Dark Age (Red Rising Saga 5)
Page 33
“GLORIA!”
Ajax lands beside the golem. With the man at his hip, he sways over to his clustering officers. They are a crusty, tight-knit breed. Seraphina and I are total outsiders. Kalindora conditionally so. They give us no room near the front, except for Kalindora. She declines and stays at my side.
“You all know our objective. We’re to lend rear-guard support to the Votum as they press for Tyche from the east. I’m here to tell you that’s all bullshit. Scorpio can fuck off to Tyche on his own.” Through armored shoulders, I see Ajax grin. “We’re going to take Heliopolis, my goodmen.”
There are murmurs of excitement. But not from me. Instead I feel a sinking disappointment. Scorpio au Votum was right. Atalantia does want his planet. Or parts of it. Seraphina glances my way with a sneer.
“So this is how Atalantia treats her allies.”
“Heliopolis is their lone fallback bastion in the south. We take it, they’re trapped in the desert.” And Atalantia gets the coveted factories and the mines of the south. “Now, the Yellows are squawking about weather, but it’s Mercury, and our timetable is set in stone. So it may get choppy. Any questions?”
Kalindora raises her voice. “Atalantia promised Scorpio—”
“When Atalantia has Heliopolis, she won’t need to promise Scorpio anything,” Ajax says. “Since you are sworn to her, you should welcome that future, Love Knight.”
Kalindora stares gloomily ahead.
Meanwhile the monstrous man beside Ajax glares over at me through slitted eyes. “Who the fuck are you?” Three of his front teeth are missing. That is the least of the cosmetic damage. “That’s expensive armor for a Pixie wastrel.”
“Olympic Knight business,” Kalindora replies.
The big man wheels on Seraphina. “Who the fuck is she?”
“Olympic Knight business, Seneca,” Kalindora says.
He does not look like a Seneca. He looks like a human boar. He winks at Kalindora. “Oy, Love. Figure Reaper will be anything but atoms before we get down there?”
“To avoid you, Seneca, I believe he just might.”
The beast chuckles and Ajax returns to his brief.
“Seneca au Cern, Ajax’s Dux,” Kalindora whispers after I quietly inquire about the man. His right hand of authority, then. Probably started as a bodyguard. They often do.“Unremarkable, except when he goes Blood Red.” The term is unfamiliar. “Radio code for a Red suicide wave.” She looks back to Ajax. “It’s really not like anything you’ve ever seen.”
Ajax concludes his brief. “To your shells, goodmen.

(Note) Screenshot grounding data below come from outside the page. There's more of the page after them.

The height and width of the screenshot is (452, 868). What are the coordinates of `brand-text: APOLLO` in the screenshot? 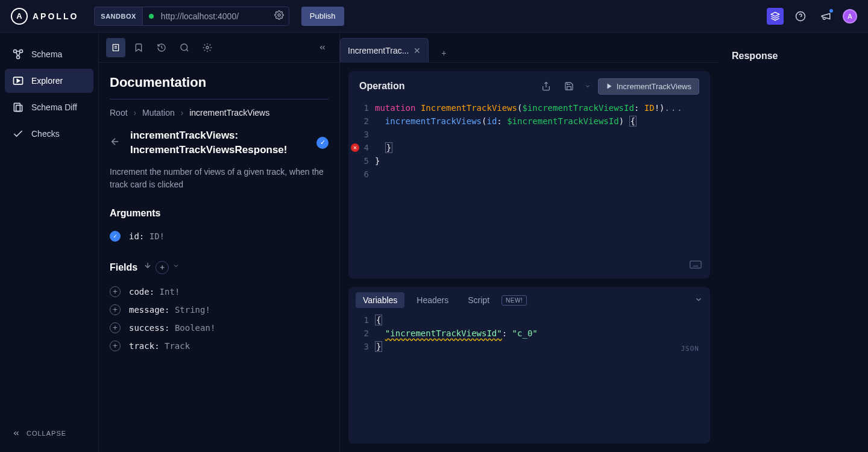 It's located at (55, 16).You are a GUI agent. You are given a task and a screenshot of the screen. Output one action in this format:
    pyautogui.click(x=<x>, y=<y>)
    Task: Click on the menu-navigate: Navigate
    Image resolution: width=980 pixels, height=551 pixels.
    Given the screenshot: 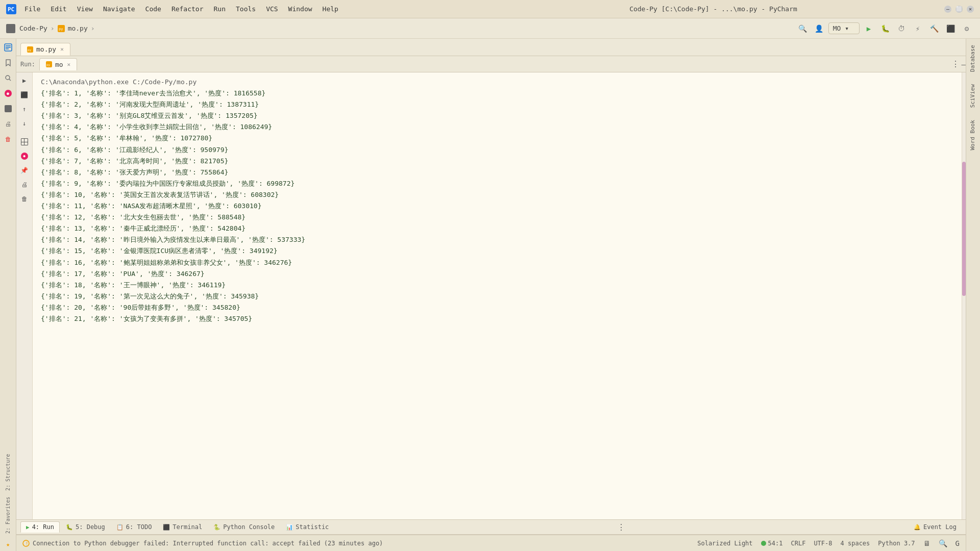 What is the action you would take?
    pyautogui.click(x=119, y=9)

We have termites to kill.”
As Ajax and I walk to the starShell ladders with Kalindora shadowing from behind, he glances at her in irritation, then clasps my shoulder.
“This is what you’ve been missing, little brother. The greatest show ever staged. But you look like you’re about to fall asleep. Not nervous, are you?” He leans forward. “Or are you already in that Brain’s Hole?”
“The Mind’s Eye,” I correct. He knows what it’s called. “And no, not yet.”
He laughs. “Stick close down there. If we get separated, try to link up. If you hear wolves, find me. It’s no jest. Only a legion accompanying the Slave King is permitted the howl. If you hear it, he’s coming. I’ve seen that man carve through a platoon of Ash Guard like a shark through tuna. You’ll want me there.”
“Will he be in Heliopolis?”
“No,” he says in disappointment. “But fate is not without a sense of humor. Where the din of battle is the loudest, he will come. And today I plan on making such noise.” He steps close to me. “We will avenge our family together, then sort the rest of this shit out. Hear?”
“Thank you,” I say. “For letting me—”
He smacks my head. “You’re not forgiven yet, Pixie. But what you do today will make them forget all the rest. Let’s have you return properly.” He puts his head to mine, as we did as children before walking the Line. “The blood of giants fills our veins: honor the valiant dead with your deeds.”
“Honor the living with your might,” I recite.
He departs.
Seraphina stands at the foot of her own ladder, eclipsed by her Grimmus-painted starShell. Techs mill around its feet making last-minute adjustments. She spits on the death’s-head sigil and examines the traction claws on the starShell.
“Good fortune down there,” I say to her.